Depending on what those initial tests show, further imaging may follow. An echocardiogram uses sound waves to show how blood flows through your heart and whether the heart’s structure and valves look normal. Blood tests can check for thyroid problems, anemia, infection, or electrolyte imbalances that commonly raise heart rate. In more complex cases, a cardiac MRI, CT scan, or coronary angiogram may be used to look at the heart’s structure and blood vessels in greater detail.
What Happens if a High Pulse Goes Untreated
A temporarily high pulse from caffeine, exercise, or stress causes no lasting harm. But a heart rate that stays elevated for weeks or months puts extra strain on the heart muscle. Over time, the heart can weaken from being overworked, a process that may eventually lead to heart failure. Certain arrhythmias, particularly atrial fibrillation, also increase the risk of blood clots forming in the heart, which can travel to the brain and cause a stroke.

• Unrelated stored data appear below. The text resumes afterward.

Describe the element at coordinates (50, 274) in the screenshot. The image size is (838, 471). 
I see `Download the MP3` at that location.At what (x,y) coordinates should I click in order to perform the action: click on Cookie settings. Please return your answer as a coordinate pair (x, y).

The good news is that most causes of a persistently high pulse are treatable. Thyroid problems respond well to medication. Anemia improves once the underlying cause is addressed. Arrhythmias can often be managed with medication, and some can be corrected with procedures that target the faulty electrical pathways in the heart. Even POTS, which has no single cure, improves significantly for most people with lifestyle adjustments like increased fluid and salt intake, compression garments, and gradual exercise programs.

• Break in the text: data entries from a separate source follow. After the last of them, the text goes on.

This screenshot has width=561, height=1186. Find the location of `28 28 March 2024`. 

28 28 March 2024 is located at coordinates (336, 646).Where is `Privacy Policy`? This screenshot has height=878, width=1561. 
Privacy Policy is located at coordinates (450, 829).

Practical Ways to Check Your Pulse
The simplest method is to place two fingers (not your thumb) on the inside of your wrist, just below the base of your thumb, and count the beats for 30 seconds. Multiply by two. For the most accurate resting reading, check first thing in the morning before getting out of bed, or after sitting quietly for at least five minutes.
Smartwatches and fitness trackers are convenient but not always precise, especially during movement or if the band is loose. They’re useful for spotting trends over time rather than relying on any single reading. If your device consistently shows a resting heart rate above 100, it’s worth confirming with a manual check and bringing up with your doctor if the pattern holds.